American democracy is not predicated on the unique virtue of the American people. It is no use expecting Americans to believe that, whatever happens, there are some things we will never do. "Whatever," after all, could mean a lot of pretty bad things; Americans, no more virtuous by nature than any other people, will go pretty far pretty fast to prevent some of those things from happening. What is required is some level of public confidence in government, such that Americans can be reassured that steps taken in the name of fighting terrorism that would abridge civil liberties and undermine the rule of law are not necessary.

Such public confidence in government is easier spoken of than achieved. And it isn't the only thing required. A proper understanding of, and appropriate contempt for, the enemy is also required. Products of backward, inferior Arab and Southwest Asian cultures, devoted to violence, profoundly racist, if anything even more enthusiastic about killing other Muslims than any of the other people on their very long list of enemies, producing and achieving nothing....that is the nature of the people devoted now to terrorism. Modern society is such that people like this can, if they have access to modern weaponry, explosives or (as on 9/11) knowledge of vulnerable points in the transportation system, cause great damage and loss of life. Obviously we cannot permit this.

But we also need to recognize savages for what they are -- a nuisance and occasional menace to us, a much more deadly threat to people and nations closer to them. They have no ideas of any interest to Americans, nor are they representative of the great majority of people who visit or immigrate to this country.

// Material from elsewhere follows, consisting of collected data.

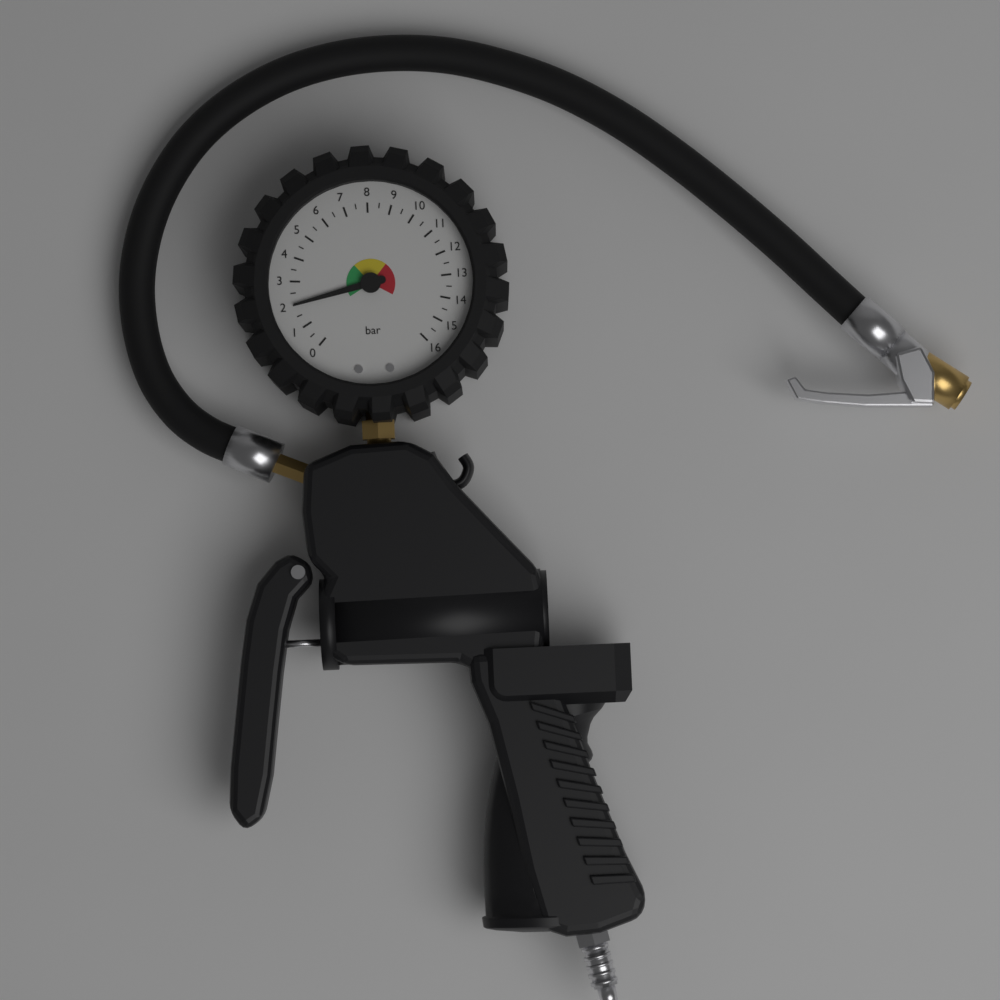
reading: 2.0 bar
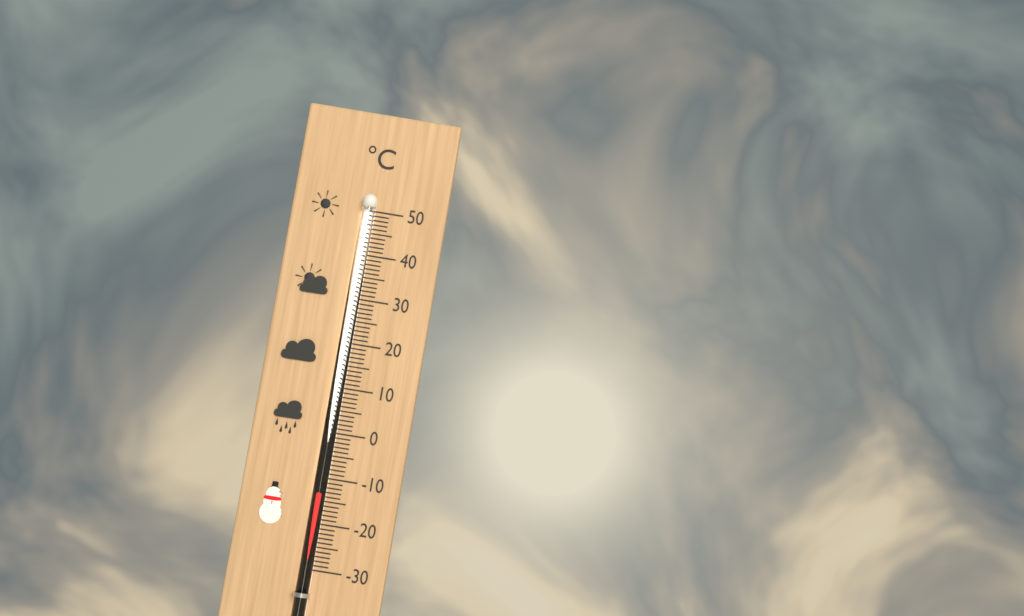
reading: -13 °C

Turning ourselves inside out, ignoring standards of conduct and procedure that have served us very well in our relations with the rest of the world, and abandoning the liberties of our own people in response to such a threat would represent overreaction tantamount to panic, and a serious failure of leadership.

A public lacking confidence in its government and in doubt as to the level of threat it faces will be sorely tempted to want greater activity from the government and think more of the threat than it should. To the extent Washington has gone overboard in the measures it has taken in the name of security since 9/11 it has responded to this dynamic, which must be changed if more significant erosion of Americans' civil liberties is to be avoided in the future.

The trouble is the problem of scale. If terror attacks become larger by orders of magnitude, sentiment in favor of emergency rule in the United States will rise and eventually overwhelm what remains of constitutional government.

The problem is that the only choice seems to be either to hold our form of government hostage to events, by carefully proportioning what we do to what we think is the scale of the threat as measured by its last demonstration, or to lash out in blind ad hoc efforts to prevent a greater catastrophe that is still hypothetical. Both responses are short-term.